Once dependent upon direct guarantees to induce consignors to choose Phillips, Dolman says the firm is in a different position now. “Quite often, these big consignments go down, or these big-ticket lots go down, to the financial deal and how your guarantee stacks up and how you can arrange the financing behind the deal. Nothing is stopping us from competing flat out at that area of the market.”

“Phillips has had a tradition of being very good at spotting where the market’s going,” Dolman points out. “We are pretty good, I think, at selecting the right artists at the right moment to seize the new taste changes that are going on. That’s what makes our brand and our proposition resonate so well in Asia, that’s what new collectors in that part of the world are looking for.”

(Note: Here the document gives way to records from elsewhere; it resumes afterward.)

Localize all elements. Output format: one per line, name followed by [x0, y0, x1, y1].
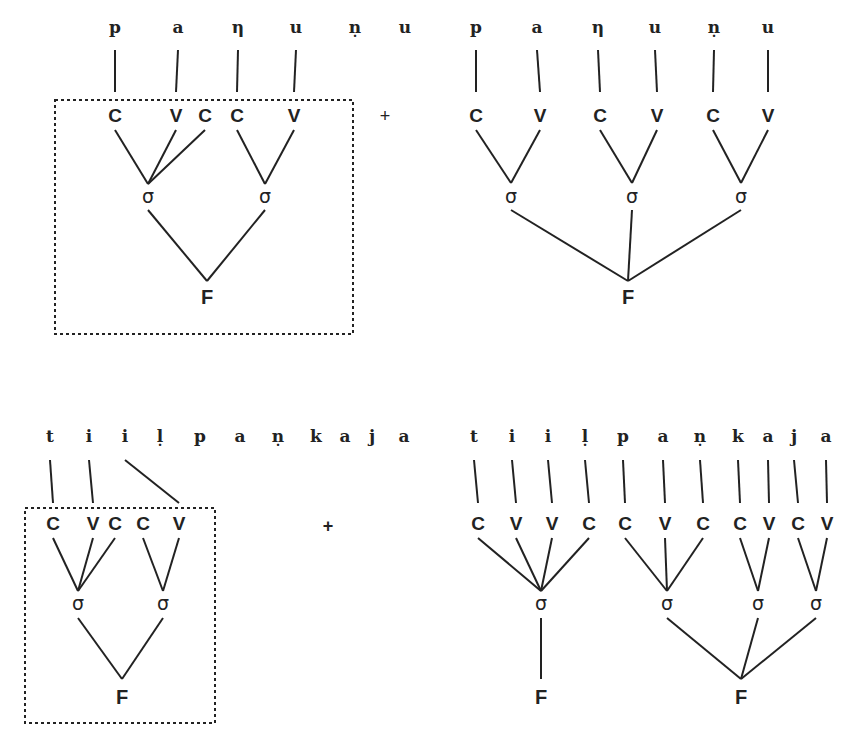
syllable-node: σ [505, 185, 517, 207]
skeleton-to-syllable-edge [478, 538, 541, 591]
vowel-slot: V [170, 105, 183, 126]
segment-left: t [46, 426, 54, 446]
segment-left: j [367, 426, 375, 446]
segment-left: ḷ [157, 426, 164, 446]
segment-left: k [310, 426, 323, 446]
segment-left: u [290, 17, 302, 37]
skeleton-to-syllable-edge [740, 538, 758, 591]
syllable-node: σ [752, 592, 764, 614]
consonant-slot: C [593, 105, 607, 126]
vowel-slot: V [87, 513, 100, 534]
association-line [89, 460, 93, 503]
skeleton-to-syllable-edge [741, 130, 768, 183]
syllable-to-foot-edge [741, 618, 758, 679]
vowel-slot: V [534, 105, 547, 126]
foot-node: F [535, 686, 547, 708]
skeleton-to-syllable-edge [516, 538, 541, 591]
consonant-slot: C [582, 513, 596, 534]
segment-right: i [509, 426, 516, 446]
association-line [794, 460, 798, 503]
consonant-slot: C [791, 513, 805, 534]
association-line [537, 50, 540, 92]
syllable-to-foot-edge [78, 618, 122, 679]
vowel-slot: V [173, 513, 186, 534]
segment-left: a [172, 17, 183, 37]
segment-right: ḷ [582, 426, 589, 446]
consonant-slot: C [618, 513, 632, 534]
labels-layer: paηuṇuCVCCVσσFpaηuṇuCVCVCVσσσF+tiiḷpaṇka… [46, 17, 834, 708]
association-line [738, 460, 740, 503]
skeleton-to-syllable-edge [148, 130, 205, 184]
syllable-node: σ [535, 592, 547, 614]
segment-left: i [122, 426, 129, 446]
association-line [548, 460, 552, 503]
association-line [713, 50, 714, 92]
association-line [512, 460, 516, 503]
segment-left: p [194, 426, 206, 446]
vowel-slot: V [659, 513, 672, 534]
segment-right: ṇ [708, 17, 720, 37]
consonant-slot: C [108, 513, 122, 534]
segment-right: j [789, 426, 797, 446]
segment-right: a [531, 17, 542, 37]
association-line [655, 50, 657, 92]
vowel-slot: V [763, 513, 776, 534]
skeleton-to-syllable-edge [632, 130, 657, 183]
consonant-slot: C [230, 105, 244, 126]
consonant-slot: C [469, 105, 483, 126]
skeleton-to-syllable-edge [78, 538, 93, 591]
consonant-slot: C [471, 513, 485, 534]
plus-sign: + [323, 516, 334, 536]
association-line [826, 460, 827, 503]
association-line [50, 460, 53, 503]
association-line [663, 460, 665, 503]
vowel-slot: V [821, 513, 834, 534]
consonant-slot: C [733, 513, 747, 534]
segment-right: η [592, 17, 604, 37]
segment-left: a [339, 426, 350, 446]
syllable-to-foot-edge [511, 210, 628, 281]
skeleton-to-syllable-edge [713, 130, 741, 183]
vowel-slot: V [762, 105, 775, 126]
syllable-to-foot-edge [667, 618, 741, 679]
segment-right: t [470, 426, 478, 446]
segment-left: ṇ [349, 17, 361, 37]
skeleton-to-syllable-edge [798, 538, 816, 591]
syllable-to-foot-edge [628, 210, 632, 281]
vowel-slot: V [651, 105, 664, 126]
plus-sign: + [380, 106, 391, 126]
consonant-slot: C [108, 105, 122, 126]
association-line [700, 460, 703, 503]
segment-right: p [470, 17, 482, 37]
skeleton-to-syllable-edge [541, 538, 552, 591]
segment-right: u [762, 17, 774, 37]
association-line [768, 460, 769, 503]
segment-right: i [545, 426, 552, 446]
skeleton-to-syllable-edge [237, 130, 265, 184]
skeleton-to-syllable-edge [758, 538, 769, 591]
skeleton-to-syllable-edge [78, 538, 115, 591]
segment-left: i [86, 426, 93, 446]
segment-right: u [649, 17, 661, 37]
syllable-to-foot-edge [122, 618, 163, 679]
skeleton-to-syllable-edge [53, 538, 78, 591]
association-line [474, 460, 478, 503]
foot-node: F [116, 686, 128, 708]
skeleton-to-syllable-edge [163, 538, 179, 591]
skeleton-to-syllable-edge [143, 538, 163, 591]
foot-node: F [622, 286, 634, 308]
segment-left: ṇ [272, 426, 284, 446]
syllable-node: σ [735, 185, 747, 207]
association-line [585, 460, 589, 503]
skeleton-to-syllable-edge [625, 538, 667, 591]
segment-right: p [617, 426, 629, 446]
skeleton-to-syllable-edge [665, 538, 667, 591]
skeleton-to-syllable-edge [511, 130, 540, 183]
foot-node: F [735, 686, 747, 708]
segment-left: p [109, 17, 121, 37]
skeleton-to-syllable-edge [541, 538, 589, 591]
vowel-slot: V [546, 513, 559, 534]
segment-left: a [398, 426, 409, 446]
skeleton-to-syllable-edge [148, 130, 176, 184]
association-line [598, 50, 600, 92]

Phillips’s strength in Asia has been buttressed by a new collaboration with Poly Auction, mainland China’s biggest firm. Even though Phillips already had strong ties to the region, through Poly, the auction house was, according to Dolman, able to “discover a completely new pool of bidders who really want to actively engage with us in the contemporary art market.” More bidders result in higher prices. It’s as simple as that.

“Our business in Asia,” Dolman says, “is very much focused on buyers and getting those buyers access to the best works of art that happen to be sitting in Europe and the United States at the moment. The pandemic, interestingly enough, almost supercharged this shift. We saw at Phillips all transactions with Asian clients grew by 30 percent year on year. Five of the top ten lots we sold went to Asia.”

Dolman doesn’t expect that process to slow down or reverse. “I think more and more significant works of art will be taken to Hong Kong for sale,” he says. “We’ve already seen that actually just in the last few months, that that the level of significant postwar American artists that have appeared in Hong Kong auctions now at high prices.”

“When Phillips joined the fray in Hong Kong with 20th century sales about five, six years ago now,” Dolman reflects, “we were actually the first auction house to genuinely mix Western contemporary art and Asian contemporary art in the same sale. We had sensed that that collecting community were  no longer just collecting Chinese art.”

That demand has unleashed interest in consigning Western works to Hong Kong sales. The move that might have caused sellers some concern even a few years ago, but has now become a sought-after opportunity. “People want to sell now in Hong Kong,” Dolman says.